Nearly 40 pct of Europeans suffer mental illness
* Only a third of sufferers get treatment they need
* Massive economic and social cost
* Call for early targeted treatment
LONDON, Sept 5 - Europeans are plagued by mental and neurological illnesses, with almost 165 million people or 38 percent of the population suffering each year from a brain disorder such as depression, anxiety, insomnia or dementia, according to a large new study.
With only about a third of cases receiving the therapy or medication needed, mental illnesses cause a huge economic and social burden -- measured in the hundreds of billions of euros -- as sufferers become too unwell to work and personal relationships break down.
"Mental disorders have become Europe's largest health challenge of the 21st century," the study's authors said.
At the same time, some big drug companies are backing away from investment in research on how the brain works and affects behaviour, putting the onus on governments and health charities to stump up funding for neuroscience.
"The immense treatment gap ... for mental disorders has to be closed," said Hans Ulrich Wittchen, director of the institute of clinical psychology and psychotherapy at Germany's Dresden University and the lead investigator on the European study.
"Those few receiving treatment do so with considerable delays of an average of several years and rarely with the appropriate, state-of-the-art therapies."
Wittchen led a three-year study covering 30 European countries -- the 27 European Union member states plus Switzerland, Iceland and Norway -- and a population of 514 million people.
A direct comparison of the prevalence of mental illnesses in other parts of the world was not available because different studies adopt varying parameters.
Wittchen's team looked at about 100 illnesses covering all major brain disorders from anxiety and depression to addiction to schizophrenia, as well as major neurological disorders including epilepsy, Parkinson's and multiple sclerosis.
The results, published by the European College of Neuropsychopharmacology (ENCP) on Monday, show an "exceedingly high burden" of mental health disorders and brain illnesses, he told reporters at a briefing in London.
Mental illnesses are a major cause of death, disability, and economic burden worldwide and the World Health Organisation predicts that by 2020, depression will be the second leading contributor to the global burden of disease across all ages.
Wittchen said that in Europe, that grim future had arrived early, with diseases of the brain already the single largest contributor to the EU's burden of ill health.
The four most disabling conditions -- measured in terms of disability-adjusted life years or DALYs, a standard measure used to compare the impact of various diseases -- are depression, dementias such as Alzheimer's disease and vascular dementia, alcohol dependence and stroke.
The last major European study of brain disorders, which was published in 2005 and covered a smaller population of about 301 million people, found 27 percent of the EU adult population was suffering from mental illnesses.
Although the 2005 study cannot be compared directly with the latest finding -- the scope and population was different -- it found the cost burden of these and neurological disorders amounted to about 386 billion euros ($555 billion) a year at that time.
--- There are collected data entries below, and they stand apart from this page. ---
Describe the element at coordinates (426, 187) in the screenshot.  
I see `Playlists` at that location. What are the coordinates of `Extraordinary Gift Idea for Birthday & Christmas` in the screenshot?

Wittchen's team has yet to finalise the economic impact data from this latest work, but he said the costs would be "considerably more" than estimated in 2005.
The researchers said it was crucial for health policy makers to recognise the enormous burden and devise ways to identify potential patients early -- possibly through screening -- and make treating them quickly a high priority.
"Because mental disorders frequently start early in life, they have a strong malignant impact on later life," Wittchen said. "Only early targeted treatment in the young will effectively prevent the risk of increasingly largely proportions of severely ill...patients in the future."
David Nutt, a neuropsychopharmacology expert at Imperial College London who was not involved in this study, agreed.
"If you can get in early you may be able to change the trajectory of the illness so that it isn't inevitable that people go into disability," he said. "If we really want not to be left with this huge reservoir of mental and brain illness for the next few centuries, then we ought to be investing more now."